The excitement seemed to shock Mrs Faridah into action.
‘We’ll have to close,’ she said, ‘till my brother-in-law gets here. Where’s the watchman? Tiggist, tell him to put the shutters up. I’ll go and pack. And Tiggist, go down to the bus station, and buy seats on the earliest bus out to Awassa tomorrow morning. Wait now, till I give you the money.’
‘Seats?’ said Tiggist. ‘Won’t Yasmin just sit on your knee?’
‘One for me and one for you,’ said Mrs Faridah. ‘You’ll have to come with me. I’m going to have to spend all my time nursing my husband, and his mother’s too old and blind to manage Yasmin on her own. You don’t mind, do you?’
Tiggist felt as if a huge fl
ower had opened in her chest. She wasn’t going to lose her job. She was needed. Mrs Faridah couldn’t manage without her. And she was going in a bus, out of Addis Ababa, to exciting new places she’d never seen before.
‘No, of course I don’t mind,’ she said. ‘Do you want me to pack Yasmin’s clothes? Can she wear her little yellow dress tomorrow? She looks gorgeous in that one.’
Something unexpected and wonderful had happened to Dani. His father had gone abroad. There had been days of turmoil at home. Zeni and his mother had fussed endlessly over Ato Paulos’s clothes, and Ruth had spent hours making up little packages of Ethiopian treats for homesick relatives in London. Ato Paulos’s temper had got shorter and shorter.
‘Business worries,’ Ruth had said soothingly to Dani. ‘He’s got so much on his mind. Nothing to do with you, darling.’
Ato Paulos had been gone for five weeks now, and Dani was happier than he had been for years. There were no interrogations to face every evening, no curt commands to pull himself together and stop daydreaming, no threats, no harsh remarks. He spent hours curled up at the end of his mother’s bed, chatting and looking at old photographs with her.

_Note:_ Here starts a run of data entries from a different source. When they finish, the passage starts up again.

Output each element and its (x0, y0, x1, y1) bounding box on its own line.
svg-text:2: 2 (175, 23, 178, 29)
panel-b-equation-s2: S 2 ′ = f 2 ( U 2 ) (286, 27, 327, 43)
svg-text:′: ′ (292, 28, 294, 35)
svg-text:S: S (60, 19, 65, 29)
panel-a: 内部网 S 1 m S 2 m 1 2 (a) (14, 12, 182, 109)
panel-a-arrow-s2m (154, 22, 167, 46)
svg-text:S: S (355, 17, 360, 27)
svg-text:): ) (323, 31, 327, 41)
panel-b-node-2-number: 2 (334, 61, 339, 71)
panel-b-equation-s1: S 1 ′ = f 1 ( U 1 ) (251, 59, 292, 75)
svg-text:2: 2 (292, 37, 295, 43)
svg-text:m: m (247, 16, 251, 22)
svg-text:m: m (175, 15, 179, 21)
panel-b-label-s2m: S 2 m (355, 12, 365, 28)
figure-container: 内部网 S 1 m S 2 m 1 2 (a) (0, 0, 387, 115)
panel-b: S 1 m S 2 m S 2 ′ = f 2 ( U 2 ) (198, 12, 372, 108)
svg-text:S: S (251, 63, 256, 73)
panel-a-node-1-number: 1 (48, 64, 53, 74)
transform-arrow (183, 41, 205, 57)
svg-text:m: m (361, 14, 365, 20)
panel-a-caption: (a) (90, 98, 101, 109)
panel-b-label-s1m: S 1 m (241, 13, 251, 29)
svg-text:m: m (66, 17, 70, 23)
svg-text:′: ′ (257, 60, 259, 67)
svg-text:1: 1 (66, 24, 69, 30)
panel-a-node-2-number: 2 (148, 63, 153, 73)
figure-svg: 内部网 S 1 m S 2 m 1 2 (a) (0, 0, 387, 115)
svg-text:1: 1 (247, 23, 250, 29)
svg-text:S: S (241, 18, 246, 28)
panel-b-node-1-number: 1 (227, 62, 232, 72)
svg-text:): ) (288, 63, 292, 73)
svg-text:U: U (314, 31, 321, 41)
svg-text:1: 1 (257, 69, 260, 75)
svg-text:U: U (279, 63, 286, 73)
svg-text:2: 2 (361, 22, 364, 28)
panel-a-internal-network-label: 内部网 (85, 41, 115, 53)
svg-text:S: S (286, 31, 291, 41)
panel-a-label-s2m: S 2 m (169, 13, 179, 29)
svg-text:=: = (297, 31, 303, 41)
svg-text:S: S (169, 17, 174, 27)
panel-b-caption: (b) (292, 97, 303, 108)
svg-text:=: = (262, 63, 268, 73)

Then he’d go off to his room and draw elaborate pictures, and he’d take them to show her, and she’d tell him they were brilliant, and ask anxiously if he’d done his homework. He’d say yes, of course, and then he’d feel guilty, and sit down for a while in front of his pile of books.
The delightful thing was that time seemed to stretch endlessly ahead. There was the occasional phone call from his father in England. Business was going all right, but it was slow. Ato Paulos needed more time over there. He couldn’t say when he’d be coming home, but it wouldn’t be for a while yet.
I’ve got to get on with it, Dani told himself. I’ve got to learn all this boring stuff. I’ll start properly tomorrow. It’ll be easier then.
But the next day the words in his schoolbooks danced around as confusingly as ever. They bounced off his mind without going in. He would read the same sentence three times and nothing would stick. Then he’d look up and stare out of the window, allowing himself to be half mesmerized by the patterns of sunlight glancing through the stiff blue-green leaves of the eucalyptus tree outside.